With the arrival of the Accountable Care Organization and the Patient-Centered Medical Home, physicians face a new challenge. They must assess how they provide healthcare in such a way that they become more valuable to patients, efficient in their clinical practices, and effective to their bottom line.

Enter Lean Six Sigma, which has gotten some notice in the medical field recently.

ACO and PC Medical Home

An Accountable Care Organization, according to this article from Kaiser Health News, is a local healthcare organization and a related group of providers (such as primary care physicians, specialists, and hospitals) that are held accountable for the cost and quality of care delivered to a specific patient population.

According to the U.S. Department of Health and Human Services, a Patient-Centered Medical Home provides relationship-based healthcare focused on providing care to the whole person by connecting with “patients and their families to understand and respect each patient’s unique needs, culture, values, and preferences.”

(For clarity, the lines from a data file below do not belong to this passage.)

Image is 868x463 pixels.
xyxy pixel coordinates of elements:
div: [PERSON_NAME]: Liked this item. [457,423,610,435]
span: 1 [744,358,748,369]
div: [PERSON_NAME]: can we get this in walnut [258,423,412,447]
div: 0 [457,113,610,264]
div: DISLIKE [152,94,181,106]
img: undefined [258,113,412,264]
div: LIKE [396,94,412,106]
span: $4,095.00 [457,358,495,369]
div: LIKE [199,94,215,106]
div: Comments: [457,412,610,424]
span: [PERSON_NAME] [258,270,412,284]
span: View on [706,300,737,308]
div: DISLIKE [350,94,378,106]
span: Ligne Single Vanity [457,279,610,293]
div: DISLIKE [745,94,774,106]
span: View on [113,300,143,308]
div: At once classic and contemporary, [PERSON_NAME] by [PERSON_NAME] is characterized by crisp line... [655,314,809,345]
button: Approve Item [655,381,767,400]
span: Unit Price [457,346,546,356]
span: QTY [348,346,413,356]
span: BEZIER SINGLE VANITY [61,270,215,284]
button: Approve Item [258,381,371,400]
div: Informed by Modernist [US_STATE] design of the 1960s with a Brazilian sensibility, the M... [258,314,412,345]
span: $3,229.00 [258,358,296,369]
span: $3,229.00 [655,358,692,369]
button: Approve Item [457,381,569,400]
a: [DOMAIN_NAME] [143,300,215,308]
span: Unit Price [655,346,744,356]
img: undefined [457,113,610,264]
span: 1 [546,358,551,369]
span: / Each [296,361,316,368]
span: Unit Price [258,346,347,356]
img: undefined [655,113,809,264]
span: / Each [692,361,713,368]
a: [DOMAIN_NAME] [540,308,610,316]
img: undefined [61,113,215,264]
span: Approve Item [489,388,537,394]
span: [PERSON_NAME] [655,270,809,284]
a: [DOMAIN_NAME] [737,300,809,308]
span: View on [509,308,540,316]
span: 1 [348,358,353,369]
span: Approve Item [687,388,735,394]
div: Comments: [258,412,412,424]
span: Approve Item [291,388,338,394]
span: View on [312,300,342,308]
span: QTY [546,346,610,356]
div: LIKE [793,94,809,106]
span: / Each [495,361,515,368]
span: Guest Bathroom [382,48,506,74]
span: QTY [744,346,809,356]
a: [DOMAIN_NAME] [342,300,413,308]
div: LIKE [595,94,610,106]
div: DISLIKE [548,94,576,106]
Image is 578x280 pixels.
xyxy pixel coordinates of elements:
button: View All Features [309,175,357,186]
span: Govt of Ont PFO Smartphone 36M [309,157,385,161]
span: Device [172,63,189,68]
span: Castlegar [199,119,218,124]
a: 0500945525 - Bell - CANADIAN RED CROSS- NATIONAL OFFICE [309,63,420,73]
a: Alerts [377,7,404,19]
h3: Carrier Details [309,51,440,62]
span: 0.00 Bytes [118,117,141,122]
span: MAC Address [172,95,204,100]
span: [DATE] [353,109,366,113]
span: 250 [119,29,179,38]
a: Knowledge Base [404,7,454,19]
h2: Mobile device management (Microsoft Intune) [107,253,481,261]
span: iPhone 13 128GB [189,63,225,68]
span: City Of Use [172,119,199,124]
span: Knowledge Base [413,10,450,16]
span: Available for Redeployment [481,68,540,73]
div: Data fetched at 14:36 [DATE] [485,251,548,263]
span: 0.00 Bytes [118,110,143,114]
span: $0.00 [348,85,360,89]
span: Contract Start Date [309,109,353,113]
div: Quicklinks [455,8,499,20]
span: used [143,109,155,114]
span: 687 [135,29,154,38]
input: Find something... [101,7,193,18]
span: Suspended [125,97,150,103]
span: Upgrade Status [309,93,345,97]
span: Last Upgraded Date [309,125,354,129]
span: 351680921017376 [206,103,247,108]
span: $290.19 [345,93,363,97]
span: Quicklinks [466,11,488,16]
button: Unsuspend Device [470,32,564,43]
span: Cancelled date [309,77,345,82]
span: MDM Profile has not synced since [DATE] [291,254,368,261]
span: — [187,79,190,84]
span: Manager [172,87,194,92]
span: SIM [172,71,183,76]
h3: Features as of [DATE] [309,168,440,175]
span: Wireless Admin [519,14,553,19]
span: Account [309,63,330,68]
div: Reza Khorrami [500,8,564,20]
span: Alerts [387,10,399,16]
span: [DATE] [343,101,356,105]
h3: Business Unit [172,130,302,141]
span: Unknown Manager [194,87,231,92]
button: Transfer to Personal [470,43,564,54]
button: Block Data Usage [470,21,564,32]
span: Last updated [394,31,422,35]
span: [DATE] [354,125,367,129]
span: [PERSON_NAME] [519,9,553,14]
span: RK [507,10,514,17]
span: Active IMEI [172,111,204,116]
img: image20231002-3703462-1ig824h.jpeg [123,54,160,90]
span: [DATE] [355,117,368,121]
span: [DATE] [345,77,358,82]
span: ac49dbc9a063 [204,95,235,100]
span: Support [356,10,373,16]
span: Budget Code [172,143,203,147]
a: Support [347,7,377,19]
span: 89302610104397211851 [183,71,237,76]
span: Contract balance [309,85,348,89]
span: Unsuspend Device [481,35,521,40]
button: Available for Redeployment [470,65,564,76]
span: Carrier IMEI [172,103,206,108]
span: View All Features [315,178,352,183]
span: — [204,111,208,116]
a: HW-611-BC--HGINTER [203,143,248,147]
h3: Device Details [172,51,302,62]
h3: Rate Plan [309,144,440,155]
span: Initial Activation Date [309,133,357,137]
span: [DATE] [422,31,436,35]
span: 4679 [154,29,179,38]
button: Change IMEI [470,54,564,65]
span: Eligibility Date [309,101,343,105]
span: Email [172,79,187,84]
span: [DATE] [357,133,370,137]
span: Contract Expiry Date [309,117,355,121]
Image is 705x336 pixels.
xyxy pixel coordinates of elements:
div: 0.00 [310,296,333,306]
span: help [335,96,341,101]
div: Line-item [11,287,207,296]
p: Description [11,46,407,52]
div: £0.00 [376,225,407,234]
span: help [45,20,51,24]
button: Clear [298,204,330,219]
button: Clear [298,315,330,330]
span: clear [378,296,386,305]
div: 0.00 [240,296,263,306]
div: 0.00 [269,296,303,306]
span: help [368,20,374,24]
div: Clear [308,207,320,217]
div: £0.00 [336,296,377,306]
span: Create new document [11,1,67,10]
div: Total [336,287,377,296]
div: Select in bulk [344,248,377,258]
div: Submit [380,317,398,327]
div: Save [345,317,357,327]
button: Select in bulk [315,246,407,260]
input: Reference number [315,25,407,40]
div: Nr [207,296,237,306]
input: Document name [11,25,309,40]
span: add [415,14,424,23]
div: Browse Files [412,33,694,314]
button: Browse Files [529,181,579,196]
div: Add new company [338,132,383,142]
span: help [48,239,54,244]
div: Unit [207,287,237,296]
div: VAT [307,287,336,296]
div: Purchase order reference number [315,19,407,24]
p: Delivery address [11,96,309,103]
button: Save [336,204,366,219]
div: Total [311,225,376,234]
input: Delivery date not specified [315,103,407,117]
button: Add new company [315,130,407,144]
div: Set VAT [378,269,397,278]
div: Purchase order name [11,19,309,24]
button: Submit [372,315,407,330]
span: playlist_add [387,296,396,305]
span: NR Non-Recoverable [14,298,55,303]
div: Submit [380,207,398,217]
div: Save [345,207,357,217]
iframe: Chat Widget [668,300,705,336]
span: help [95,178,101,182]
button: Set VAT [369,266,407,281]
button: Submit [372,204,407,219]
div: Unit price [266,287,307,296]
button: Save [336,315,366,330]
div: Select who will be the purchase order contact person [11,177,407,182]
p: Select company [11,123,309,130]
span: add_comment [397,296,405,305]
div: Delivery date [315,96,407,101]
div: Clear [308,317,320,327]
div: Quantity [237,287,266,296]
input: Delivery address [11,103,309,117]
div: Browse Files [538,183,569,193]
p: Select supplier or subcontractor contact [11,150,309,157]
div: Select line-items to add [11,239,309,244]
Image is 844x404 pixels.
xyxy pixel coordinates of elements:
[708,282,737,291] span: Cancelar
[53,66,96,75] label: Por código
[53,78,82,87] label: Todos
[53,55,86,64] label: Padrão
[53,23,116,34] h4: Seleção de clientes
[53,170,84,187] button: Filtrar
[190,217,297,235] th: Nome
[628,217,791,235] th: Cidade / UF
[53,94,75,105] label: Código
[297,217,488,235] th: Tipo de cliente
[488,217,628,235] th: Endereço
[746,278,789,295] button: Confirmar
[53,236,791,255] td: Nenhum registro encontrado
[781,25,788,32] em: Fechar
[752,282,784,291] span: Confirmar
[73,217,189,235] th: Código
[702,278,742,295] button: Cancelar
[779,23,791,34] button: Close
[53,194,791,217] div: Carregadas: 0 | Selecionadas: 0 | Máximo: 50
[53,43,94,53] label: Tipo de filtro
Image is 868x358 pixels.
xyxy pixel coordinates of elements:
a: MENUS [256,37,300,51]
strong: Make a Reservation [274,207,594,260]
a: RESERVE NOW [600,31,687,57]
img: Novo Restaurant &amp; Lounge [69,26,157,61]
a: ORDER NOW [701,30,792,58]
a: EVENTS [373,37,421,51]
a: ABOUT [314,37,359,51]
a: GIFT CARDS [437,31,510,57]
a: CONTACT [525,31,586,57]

Both ideas revolve around the concepts of improving outcomes and quality while lowering costs – “producing results not volume.”

ACO, PCMH, and LSS

According to the October 2012 American Hospital Association Trendwatch report, regardless of whether you use Lean, Six Sigma or another model, there are important steps to improve quality:

  • Identify target areas for quality improvement efforts. To ensure a higher likelihood of success, first determine where you will get the most for your efforts. For example, the Joint Commission developed protocols to prevent wrong-site surgery. “In 2011, organizations following the protocol reported reductions in the proportion of surgical cases in which there was a process-related defect that could result in a wrong procedure.”
  • Determine what processes to adjust to improve outcomes. According to the report, despite safety protocols, there is room for improvement. Point in fact, hand hygiene compliance, thought to be at 70% or higher, was actually less than 50%.
  • Develop and implement effective improvement strategies. Quality gains and cost savings come from well-designed, well-executed strategies.
  • Track and share results. To further quality improvements, track and disseminate successful quality strategies to maximize future success throughout the organization.

Ultimately, healthcare must be about improving and maintaining the health of patients as well as controlling costs through proactive and preventative care, not reactive care.